Topbulb Turns On New Catalog

Posted on by Chief Marketer Staff

This month, Topbulb will drop the initial test mailing of Lighting for the Home, the company’s first consumer catalog.

Overall, 100,000 copies of the 72-page catalog will be printed and distributed via package inserts and mailings to house file names and online requesters. The book will target homeowners with household incomes of $150,000 and up, said Philip H. Bonello, president and CEO of Gray Supply Co., the parent company of Topbulb.

Lighting for the Home will feature table and floor lamps ranging in price from $9 to $4,000, as well as specialty products such as lighting for children’s rooms.

“There’s a great opportunity for this because people are spending more time at home and investing more in their homes,” noted Bonello.

As its name suggests, the East Chicago, IN-based company’s main product line has traditionally been light bulbs. In the past, Topbulb targeted mainly businesses, because it was pretty much impossible to find lists of consumers with pressing light bulb needs.

Lamps, however, are a bit more of a decorating decision.

“It’s so much easier” to market, said Bonello. Unlike bulbs, “[lamps] aren’t usually an emergency buy.”

For the test mailing, Topbulb is using names from its more than 100,000-name house file. Many of those customers found Topbulb via the company’s Web site (www.topbulb.com), which currently gets about 40,000 visitors per month.

A full rollout of the catalog is slated for early 2004. Bonello said the company probably won’t jump into list rental right away, but when it does, it will look at magazines and books in similar niches, such as Gump’s and Martha by Mail.

Creative is being handled both in-house and by Quebecor World’s Q-Net subsidiary. Bonello said that while Topbulb’s flagship catalog design is fairly utilitarian and looks much like a directory, an effort was made to make Lighting for the Home more pleasant to look at.

“The key is that it is browsable,” he said, adding that the book will be on a heavier paper stock than the Topbulb catalog.

One thing that makes that easier is the more aesthetically appealing and eclectic nature of the products, such as a $2,400 chair lighted from the inside, created by Chicago artist Critz Campbell (see photo at right).

Last November, the company launched Lightingforthehome.com, a lighting portal that features products from Topbulb and other distributors. In June, the company began collecting catalog requesters’ names from this site.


EXERCISE DETAILS: The word to find is "area". Copy each line of the material that contains it.

RECORDS FOR PROCESSING:
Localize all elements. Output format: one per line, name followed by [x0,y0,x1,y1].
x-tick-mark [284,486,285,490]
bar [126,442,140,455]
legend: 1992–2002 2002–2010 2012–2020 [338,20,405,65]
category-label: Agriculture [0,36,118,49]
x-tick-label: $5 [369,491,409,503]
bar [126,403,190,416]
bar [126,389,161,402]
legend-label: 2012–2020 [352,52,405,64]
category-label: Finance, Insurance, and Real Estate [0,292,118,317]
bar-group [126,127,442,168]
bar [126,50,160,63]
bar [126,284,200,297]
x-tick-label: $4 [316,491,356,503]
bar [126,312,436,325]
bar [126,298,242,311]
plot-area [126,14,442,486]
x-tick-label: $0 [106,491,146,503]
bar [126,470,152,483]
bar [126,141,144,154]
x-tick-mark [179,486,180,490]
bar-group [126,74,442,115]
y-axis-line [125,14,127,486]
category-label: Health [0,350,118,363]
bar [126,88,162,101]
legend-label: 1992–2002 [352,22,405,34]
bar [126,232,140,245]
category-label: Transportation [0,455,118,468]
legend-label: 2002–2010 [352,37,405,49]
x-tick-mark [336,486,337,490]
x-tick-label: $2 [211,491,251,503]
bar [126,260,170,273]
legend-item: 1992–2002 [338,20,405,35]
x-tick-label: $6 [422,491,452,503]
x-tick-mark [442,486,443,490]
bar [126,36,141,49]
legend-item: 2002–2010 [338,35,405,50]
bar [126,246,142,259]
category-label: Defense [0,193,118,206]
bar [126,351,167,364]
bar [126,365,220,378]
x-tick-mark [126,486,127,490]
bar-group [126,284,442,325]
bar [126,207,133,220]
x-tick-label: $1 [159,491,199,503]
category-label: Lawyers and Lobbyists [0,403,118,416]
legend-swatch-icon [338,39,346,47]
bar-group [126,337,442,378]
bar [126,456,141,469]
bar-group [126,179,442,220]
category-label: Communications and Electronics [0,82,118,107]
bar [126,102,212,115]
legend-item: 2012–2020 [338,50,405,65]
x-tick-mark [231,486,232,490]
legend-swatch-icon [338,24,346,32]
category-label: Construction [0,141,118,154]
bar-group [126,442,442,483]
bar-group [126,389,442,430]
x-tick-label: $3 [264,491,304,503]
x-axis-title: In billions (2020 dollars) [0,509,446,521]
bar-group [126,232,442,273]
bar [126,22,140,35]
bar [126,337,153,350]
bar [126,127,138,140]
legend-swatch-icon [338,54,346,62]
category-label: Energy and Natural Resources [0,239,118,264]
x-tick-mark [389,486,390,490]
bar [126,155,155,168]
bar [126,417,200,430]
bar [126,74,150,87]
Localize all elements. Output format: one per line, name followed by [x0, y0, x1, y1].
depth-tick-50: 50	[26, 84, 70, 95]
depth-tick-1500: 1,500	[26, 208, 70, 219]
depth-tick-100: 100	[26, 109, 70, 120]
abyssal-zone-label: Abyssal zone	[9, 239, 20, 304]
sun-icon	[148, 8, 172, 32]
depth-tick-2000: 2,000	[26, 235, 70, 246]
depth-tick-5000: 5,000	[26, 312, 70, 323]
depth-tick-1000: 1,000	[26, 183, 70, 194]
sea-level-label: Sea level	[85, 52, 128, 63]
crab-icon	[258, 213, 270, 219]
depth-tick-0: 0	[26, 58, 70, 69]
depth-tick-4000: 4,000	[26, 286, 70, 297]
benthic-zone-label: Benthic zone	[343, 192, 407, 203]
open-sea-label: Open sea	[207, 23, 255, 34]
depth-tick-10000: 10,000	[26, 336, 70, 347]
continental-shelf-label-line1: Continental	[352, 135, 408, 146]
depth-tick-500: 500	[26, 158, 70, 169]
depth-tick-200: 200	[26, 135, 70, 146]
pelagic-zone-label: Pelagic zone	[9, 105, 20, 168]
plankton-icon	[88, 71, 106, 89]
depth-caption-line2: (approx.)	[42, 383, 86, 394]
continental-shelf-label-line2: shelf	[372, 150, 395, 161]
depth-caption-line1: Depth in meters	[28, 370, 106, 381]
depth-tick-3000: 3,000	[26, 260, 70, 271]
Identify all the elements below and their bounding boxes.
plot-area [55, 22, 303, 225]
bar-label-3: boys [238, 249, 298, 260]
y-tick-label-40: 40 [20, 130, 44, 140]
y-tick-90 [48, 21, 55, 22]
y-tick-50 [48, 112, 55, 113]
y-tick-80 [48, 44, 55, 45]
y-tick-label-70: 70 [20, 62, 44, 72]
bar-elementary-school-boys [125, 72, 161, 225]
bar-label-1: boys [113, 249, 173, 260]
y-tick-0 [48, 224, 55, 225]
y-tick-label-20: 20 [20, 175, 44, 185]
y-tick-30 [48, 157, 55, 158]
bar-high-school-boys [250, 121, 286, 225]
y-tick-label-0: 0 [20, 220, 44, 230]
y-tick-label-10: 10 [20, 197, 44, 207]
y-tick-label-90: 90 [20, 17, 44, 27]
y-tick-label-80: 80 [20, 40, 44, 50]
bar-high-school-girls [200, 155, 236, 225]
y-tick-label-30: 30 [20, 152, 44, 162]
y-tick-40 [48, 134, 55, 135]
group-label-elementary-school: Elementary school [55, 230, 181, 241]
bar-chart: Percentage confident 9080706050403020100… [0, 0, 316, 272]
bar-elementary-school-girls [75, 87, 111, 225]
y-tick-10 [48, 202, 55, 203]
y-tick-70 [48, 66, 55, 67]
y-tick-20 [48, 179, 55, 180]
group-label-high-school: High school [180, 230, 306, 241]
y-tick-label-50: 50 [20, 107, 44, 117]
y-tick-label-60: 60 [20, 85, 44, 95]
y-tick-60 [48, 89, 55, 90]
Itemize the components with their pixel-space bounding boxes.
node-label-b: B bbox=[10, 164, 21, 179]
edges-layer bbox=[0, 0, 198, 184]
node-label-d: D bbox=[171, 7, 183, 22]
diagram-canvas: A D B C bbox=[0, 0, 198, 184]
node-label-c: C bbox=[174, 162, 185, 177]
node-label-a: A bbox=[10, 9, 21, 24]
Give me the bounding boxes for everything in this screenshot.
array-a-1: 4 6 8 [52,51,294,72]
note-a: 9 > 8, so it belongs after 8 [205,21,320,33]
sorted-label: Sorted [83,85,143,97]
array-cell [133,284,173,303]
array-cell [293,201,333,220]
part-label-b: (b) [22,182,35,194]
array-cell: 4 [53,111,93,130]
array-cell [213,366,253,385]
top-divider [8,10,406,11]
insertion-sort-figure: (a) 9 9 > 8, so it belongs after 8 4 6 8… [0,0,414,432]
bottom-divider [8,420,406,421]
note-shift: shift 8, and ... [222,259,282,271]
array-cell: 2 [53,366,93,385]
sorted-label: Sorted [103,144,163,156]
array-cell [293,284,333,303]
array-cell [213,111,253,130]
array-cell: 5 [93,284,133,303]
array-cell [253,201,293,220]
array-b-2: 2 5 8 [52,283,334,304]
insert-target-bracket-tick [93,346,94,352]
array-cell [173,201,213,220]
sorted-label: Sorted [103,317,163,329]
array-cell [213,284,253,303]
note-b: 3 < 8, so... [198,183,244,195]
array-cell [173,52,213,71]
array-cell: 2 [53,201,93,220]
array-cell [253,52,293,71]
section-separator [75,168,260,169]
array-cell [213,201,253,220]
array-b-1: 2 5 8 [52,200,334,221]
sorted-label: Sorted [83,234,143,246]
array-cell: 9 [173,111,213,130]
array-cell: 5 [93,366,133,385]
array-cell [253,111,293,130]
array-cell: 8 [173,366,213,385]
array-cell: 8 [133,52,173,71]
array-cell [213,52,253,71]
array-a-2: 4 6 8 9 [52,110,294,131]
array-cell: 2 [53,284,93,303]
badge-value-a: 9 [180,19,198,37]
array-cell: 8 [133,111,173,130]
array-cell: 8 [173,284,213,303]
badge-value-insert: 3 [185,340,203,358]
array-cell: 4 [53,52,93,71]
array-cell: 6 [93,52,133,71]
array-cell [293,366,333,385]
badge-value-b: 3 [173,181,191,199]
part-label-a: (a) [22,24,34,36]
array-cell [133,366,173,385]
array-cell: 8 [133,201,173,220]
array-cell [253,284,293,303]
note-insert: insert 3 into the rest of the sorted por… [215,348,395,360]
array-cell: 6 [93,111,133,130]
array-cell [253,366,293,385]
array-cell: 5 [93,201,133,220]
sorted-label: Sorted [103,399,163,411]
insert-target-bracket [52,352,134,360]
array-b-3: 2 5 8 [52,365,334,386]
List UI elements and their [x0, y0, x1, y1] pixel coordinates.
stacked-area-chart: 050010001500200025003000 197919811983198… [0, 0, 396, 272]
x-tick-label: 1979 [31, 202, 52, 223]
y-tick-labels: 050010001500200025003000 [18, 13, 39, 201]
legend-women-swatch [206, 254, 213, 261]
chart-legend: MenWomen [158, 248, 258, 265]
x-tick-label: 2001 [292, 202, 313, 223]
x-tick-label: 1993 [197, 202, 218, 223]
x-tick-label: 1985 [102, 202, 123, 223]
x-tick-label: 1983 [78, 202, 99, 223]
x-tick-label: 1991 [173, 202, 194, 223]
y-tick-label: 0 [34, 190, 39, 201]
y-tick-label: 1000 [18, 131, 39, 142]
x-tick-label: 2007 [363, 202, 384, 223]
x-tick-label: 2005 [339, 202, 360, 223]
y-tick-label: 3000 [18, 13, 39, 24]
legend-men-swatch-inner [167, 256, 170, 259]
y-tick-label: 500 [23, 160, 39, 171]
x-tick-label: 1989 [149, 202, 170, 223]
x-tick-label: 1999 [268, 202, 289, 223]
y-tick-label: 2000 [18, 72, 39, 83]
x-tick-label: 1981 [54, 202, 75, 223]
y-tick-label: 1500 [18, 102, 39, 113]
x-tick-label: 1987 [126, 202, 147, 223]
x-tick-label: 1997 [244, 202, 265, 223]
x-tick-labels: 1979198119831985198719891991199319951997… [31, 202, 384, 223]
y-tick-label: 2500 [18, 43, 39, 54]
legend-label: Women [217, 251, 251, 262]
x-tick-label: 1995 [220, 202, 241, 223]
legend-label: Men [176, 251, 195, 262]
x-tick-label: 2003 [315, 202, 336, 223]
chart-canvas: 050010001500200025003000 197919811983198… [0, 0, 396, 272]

SOLVED PROBLEM:
plot-area [126,14,442,486]
plot-area [55, 22, 303, 225]
stacked-area-chart: 050010001500200025003000 197919811983198… [0, 0, 396, 272]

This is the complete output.